For nearly 130 years, we've been getting dinosaurs' family tree all wrong
Another look at the evolutionary history of dinosaurs resolves a long-standing puzzle about birds' earliest ancestors.
The traditional view of dinosaurs' family tree has its branches all in the wrong places, a palaeontological study argues, calling for a radical shake-up of how we view dinosaurs' evolutionary past.
Dinosaurs have historically been divided into two groups: the Ornithischia, which have bird-like hips, and the Saurischia, which have reptile-like hips. The Saurischia was divided up into the carnivorous Theropoda – including Tyrannosaurus rex – and the herbivorous Sauropoda, including Brontosaurus.
Historic family tree
The groups have been divided up this way since 19th Century University of Cambridge palaeontologist Harry Govier Seeley first categorised them that way. But now Cambridge researchers are saying that he got it wrong, and the Theropoda are actually more closely related to the Ornithischia than the Saurischia.
This reanalysis of dinosaurs' family tree was sparked by research on the earliest Ornithischian dinosaurs had features very similar to the Theropoda. Further analysis of 457 anatomical characteristics of fossils – not just hips – of a huge range of dinosaur species suggested that the best way to group them by similarity was to throw out the old system and start again.

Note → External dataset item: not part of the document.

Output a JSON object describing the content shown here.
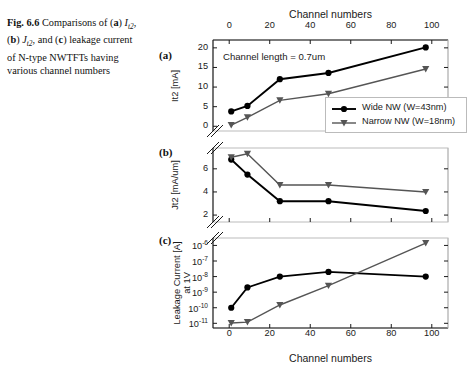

Rejigging the family tree rearranges some of the largest and most famous dinosaurs into a group all of their own.
"It leaves the Saurischia out in the cold in a sense. They tend to be the very giant dinosaurs – the brontosaurs, the ones with very long tails – which now become a group on their own," study author David Norman told IBTimes UK.
"And therefore the tree its very base – the fundamental relationships between three major groups of dinosaurs – has completely flipped."
Origin of birds
The new system also resolves one of the long-standing paradoxes in dinosaur palaeontology. Previously the bird-hipped Ornithischia were thought not to be very closely related to the Theropoda, which were the ancestors of modern-day birds. Reshuffling the branches of the family tree has brought these two bird-hipped groups closer together.
The new arrangement will have to be probed by other palaeontologists to test whether it does better reflect the ancient family history of the dinosaurs.
"We can't stand up now and say, 'this is the truth'. The fossil record inherently isn't solid enough for that," Norman said.
"But if people test it, challenge it and in the end agree with us, then it will become a truism that the Ornithischians, with their bird-like hips, were in fact involved in the ancestry of birds."
The research is published in a paper in the journal Nature.